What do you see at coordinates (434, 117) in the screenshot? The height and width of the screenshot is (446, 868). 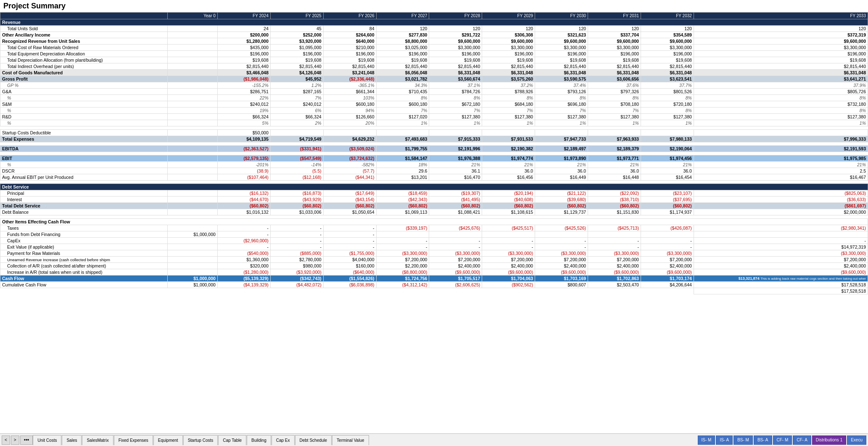 I see `rd-row: R&D $66,324 $66,324 $126,660 $127,020 $1…` at bounding box center [434, 117].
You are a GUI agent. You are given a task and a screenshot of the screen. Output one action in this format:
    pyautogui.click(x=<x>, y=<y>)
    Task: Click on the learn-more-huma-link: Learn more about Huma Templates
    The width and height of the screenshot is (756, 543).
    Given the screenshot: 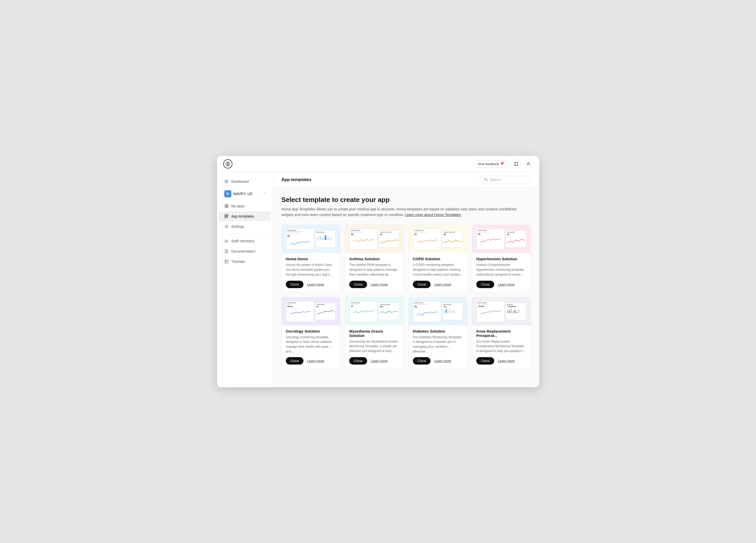 What is the action you would take?
    pyautogui.click(x=433, y=215)
    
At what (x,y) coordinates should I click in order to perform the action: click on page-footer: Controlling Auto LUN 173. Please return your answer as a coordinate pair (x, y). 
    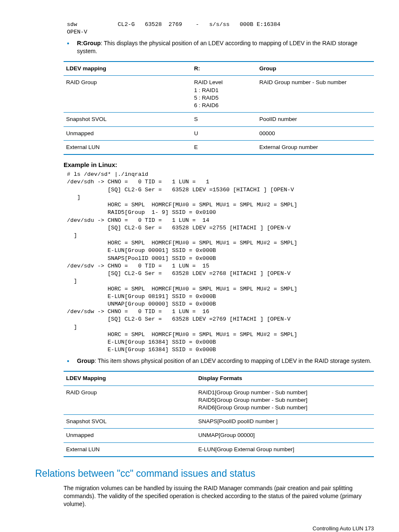
    Looking at the image, I should click on (200, 528).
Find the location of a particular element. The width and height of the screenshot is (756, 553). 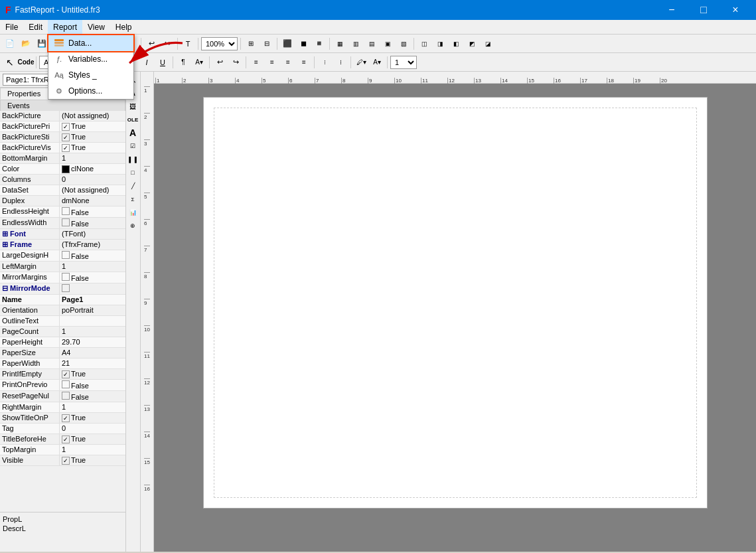

sep9 is located at coordinates (414, 44).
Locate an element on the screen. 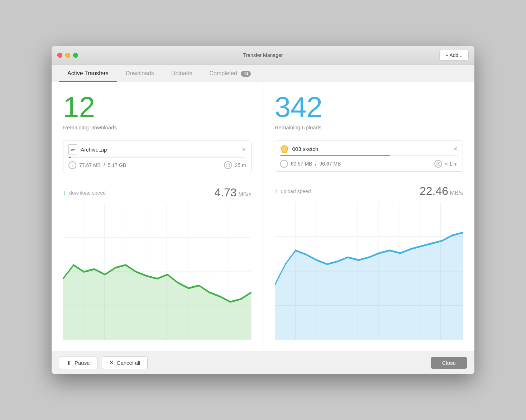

What the task asks — Leave the pictures out, and copy exactly each line from the one containing "At what (x,y)" through the final line of the data.

Solved problem —
At what (x,y) coordinates should I click in order to perform the action: click on page-footer: Controlling Auto LUN 173. Please return your answer as a coordinate pair (x, y). 
    Looking at the image, I should click on (200, 528).
Find the location of a particular element. The width and height of the screenshot is (756, 553). 

sep9 is located at coordinates (414, 44).
Locate an element on the screen. 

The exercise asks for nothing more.